Baseline email security missing. During their route to the recipient, emails are handled by different entities, nodes and service providers which may intercept, manipulate and unlawfully use the content. In order to reduce these risks, it is a baseline industry standard to use so-called TLS encryption.
“TLS is like an envelope around a letter. If not used, anyone can read the content of an email in transfer.”
Stefano Rossetti, privacy lawyer at noyb
Surprisingly the Amazon servers reject TLS connections in certain cases, for example when third party sellers on Amazon communicate with customers vie email. This means that millions of emails that are sent via Amazon may be exposed everyday.
Violation of GDPR. Article 32 of the GDPR requires companies to implement “appropriate” security measures, such as encryption, to protect the confidentiality of communications.

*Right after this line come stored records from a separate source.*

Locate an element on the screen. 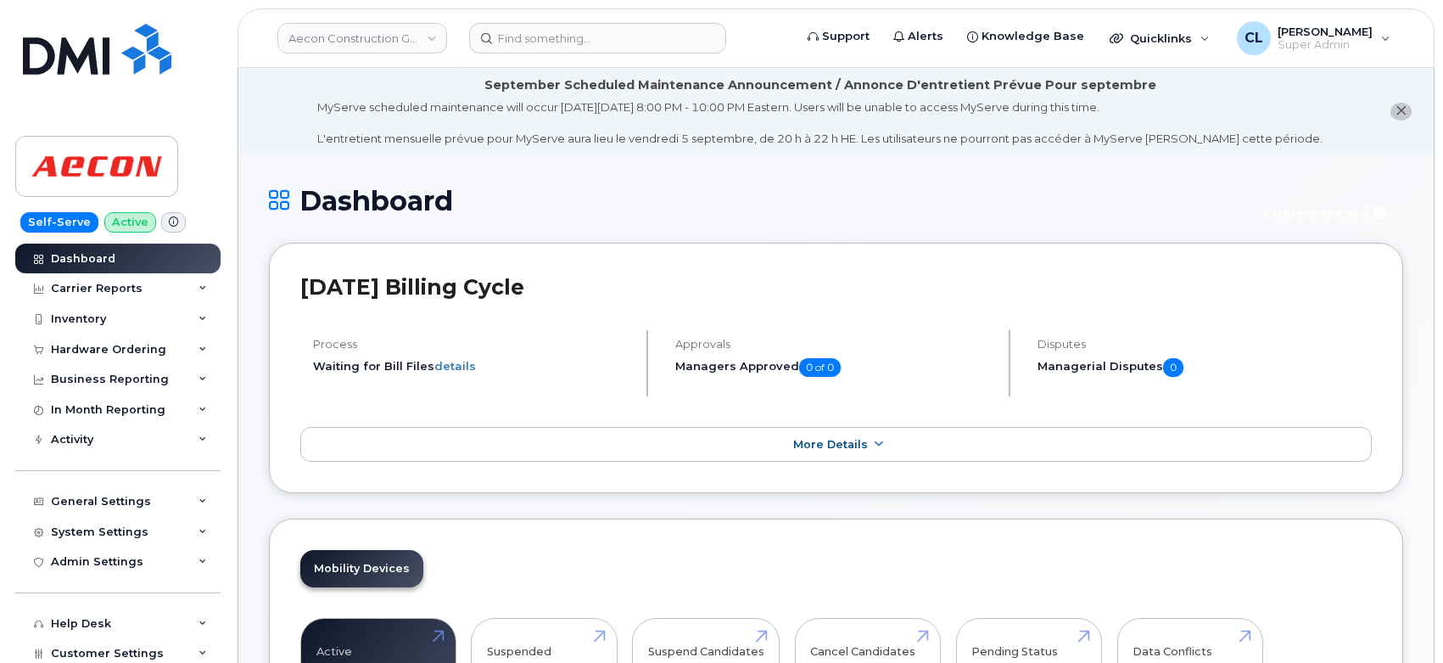 This screenshot has height=663, width=1443. div: September Scheduled Maintenance Announcement / Annonce D'entretient Prévue Pour septembre is located at coordinates (820, 85).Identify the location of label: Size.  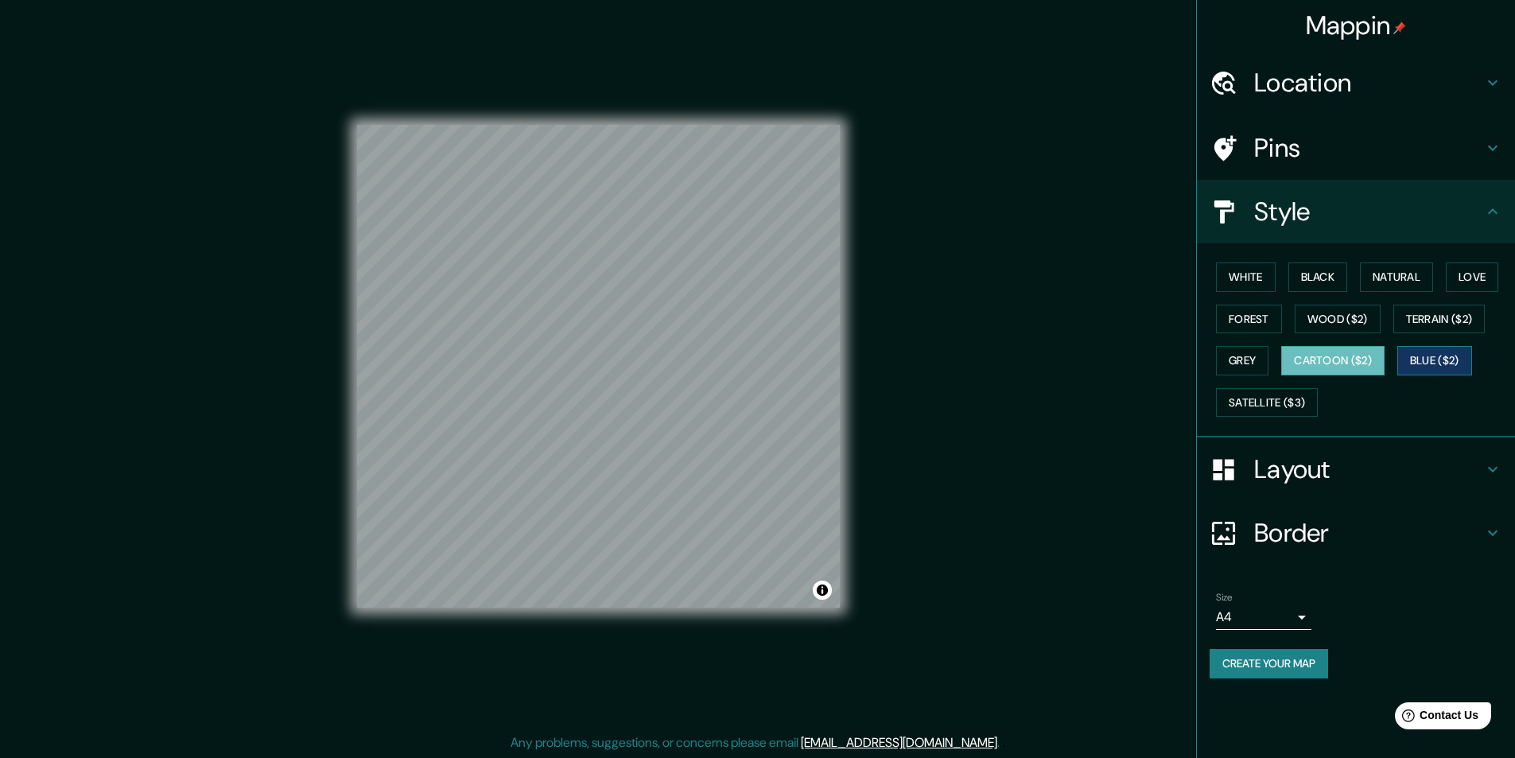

As TLS encryption is very cheap and simple to implement and the number of sellers and customers on Amazon is very high, it seems inappropriate to neither require not allow TLS for emails.
Complaint filed today. noyb submitted a complaint to the supervisory authority of the state of Hessia in Germany on behalf of an Amazon seller. The Hessia data protection authority will have to investigate the matter and verify whether or not Amazon’s systems appropriately protect our privacy. It is likely that this case will also be handeled by the Luxembourg Data Protection Authority, as Amazon has its European headquarter in Luxembourg. In such a case the DPAs can fine Amazon up to 2% of it’s global turnover, which would be up to € 4,2 billion.